The research was partially funded by the U.S. Bureau of Land Management for the field work. Financial support also was provided by the UO Museum of Natural and Cultural History, the Association of Oregon Archaeologists and fellowships provided by Marie Curie Actions, a division of the Europe-based Community Research & Development Information Service.

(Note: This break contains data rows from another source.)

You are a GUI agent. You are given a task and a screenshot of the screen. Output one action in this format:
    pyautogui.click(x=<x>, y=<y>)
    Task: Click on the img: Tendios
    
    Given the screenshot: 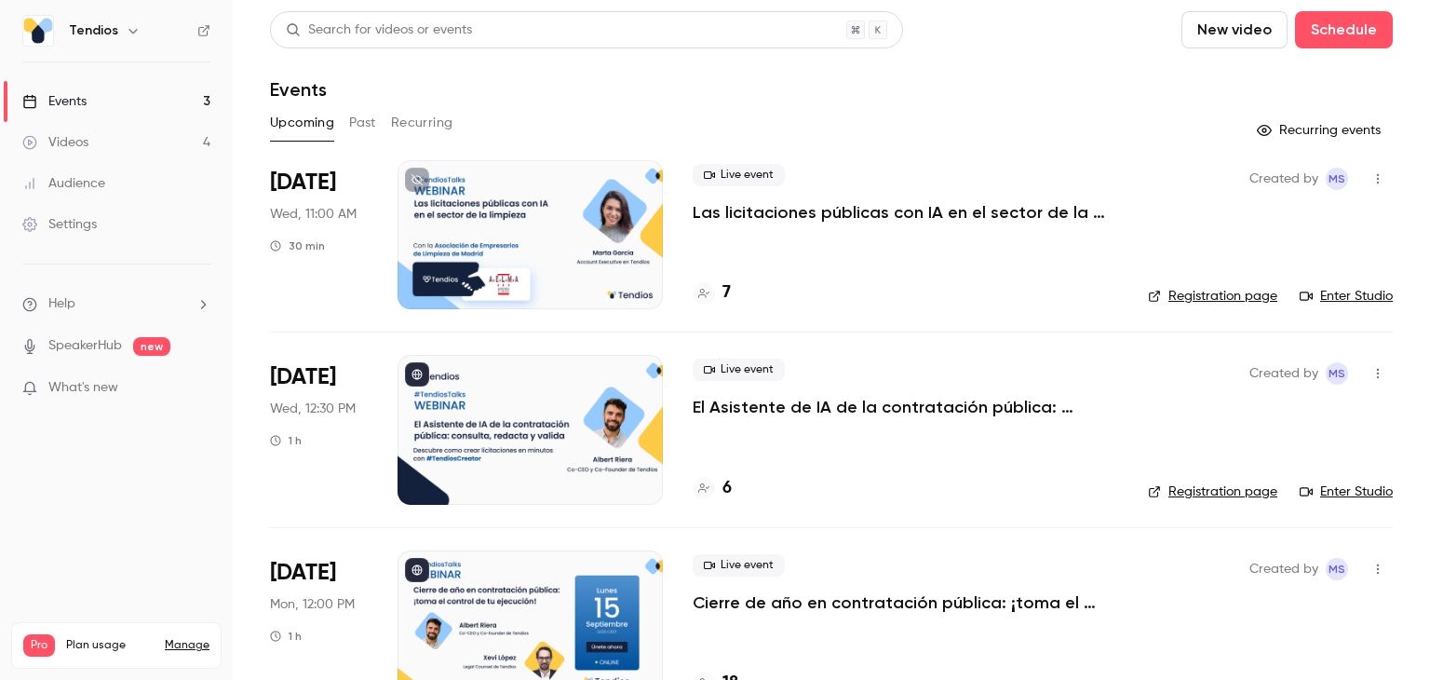 What is the action you would take?
    pyautogui.click(x=38, y=31)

Source: University of Oregon

AddThis Social Bookmark Button

Scientific Frontline®
RSS Feeds

Scientific Frontline®
The Comm Center
The E.A.R.®
World News Report
SFL Gallery
Cassini Gallery
Mars Gallery
Missions Gallery
Exploration Gallery
Space Weather Alerts
Stellar Nights®
Events
Directors Chair

Scientific Frontline®
Is supported in part by “Readers Like You”
For the Paper Trail of Life on Mars Or Other Planets, Find Cellulose New Structure Shows Mobile RNA is Poised and Ready Extraterrestrial Impact Likely Source of Sudden Ice Age Extinctions Navigate Back or Forward Through Science News, Related Page or Pick an Article From The News Ticker.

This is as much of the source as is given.